Sulfonylureas increase production of insulin by the pancreas. For diabetics whose insulin production has declined, these medications can be very beneficial; but pancreatic function is essential. Irregularities in diet or exercise can allow them to cause episodes of hypoglycemia, and they can cause or worsen hyperinsulinemia.

Sulfonylureas
Chlorpropamide
Tolbutamide
Tolazamide
Acetohexamide
Glyburide
Glipizide
Glimepiride

    Repaglinide is the only meglitinide currently available, and it too enhances insulin production by a functioning pancreas. It is given before each meal to reduce the sharp increase of blood glucose levels that follow a meal. It can be skipped if one misses a meal and an additional dose is taken when additional meals are eaten.
     Metformin is currently the only biguanide used in this country, and a functioning pancreas is not essential for it to reduce the amount of glucose produced by the liver and absorbed by the intestines and to improve uptake by muscles (improves insulin sensitivity). When used alone, it does not cause hypoglycemia, cause hyperinsulinemia, or weight gain.
     Alpha-glucosidase inhibitors impair the function of intestinal enzymes necessary for absorption of ingested starches and sugars. The resulting slower absorption delays and diminishes sharp rises in blood glucose that otherwise follow meals, so they are taken with meals. Their action does not depend upon a functioning pancreas, and hypoglycemia is rare when these agents are used alone.

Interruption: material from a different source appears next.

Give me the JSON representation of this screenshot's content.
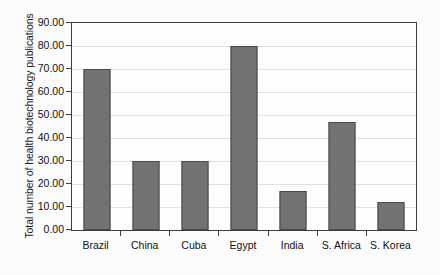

Alpha-glucosidase inhibitors
Acarbose
Miglitol

    Thiazolidinediones,
the latest developments in oral antidiabetic medication, have no direct effect on pancreatic insulin production, but work instead by improving insulin sensitivity, enhancing uptake of blood glucose by reducing insulin resistance to utilize available insulin. They do not cause hypoglycemia when used alone, do not cause weight gain, and can improve blood lipid levels in addition to helping control blood glucose levels.

Thiazolidinediones

Pioglitazone
Rosiglitazone

References
1. Francisco R, Sower J, Diabetes and Hypertension. Medscape Cardiology, 2000. Available at http://www.medscape.com/medscape/cardiology/2000/v04.n04/mc0719.fran/mc0719.fran-01.html. Accessed July 25, 2000.
2. Orzek E. Insulin Resistance: Understanding its association with Syndrome X. Available at: http://www.orzeck.com/con2.html. Accessed July 24, 2000.
3. Kidney Disease of Diabetes. National Diabetes Information Clearinghouse. Available at: http://www.niddk.nih.gov/health/diabetes/pubs/kdd/kdd.htm#thecourse. Accessed July 20, 2000.
4. Kim D, Prevention of Cardiovascular Disease in Diabetes. 60th Scientific Sessions of the American Diabetes Association. Available at: http://www.medscape.com/medscape/cno/2000/ADA/Story.cfm?story_id=1382. Accessed July 22, 2000. 5. Research spots major opportunity to reduce diabetes complications. Press release. American Diabetes Association Press Release. Available at: http://www.diabetes.org/am99/pressreleases/aspirin. Accessed July 21, 2000.
6. Actos: Treatment Options for Type 2 Diabetes. Available at: http://www.actos.com/trt_opts/treat.htm. Accessed July 21, 2000.
7. Drug Facts and Comparisons, Electronic edition, June, 2000.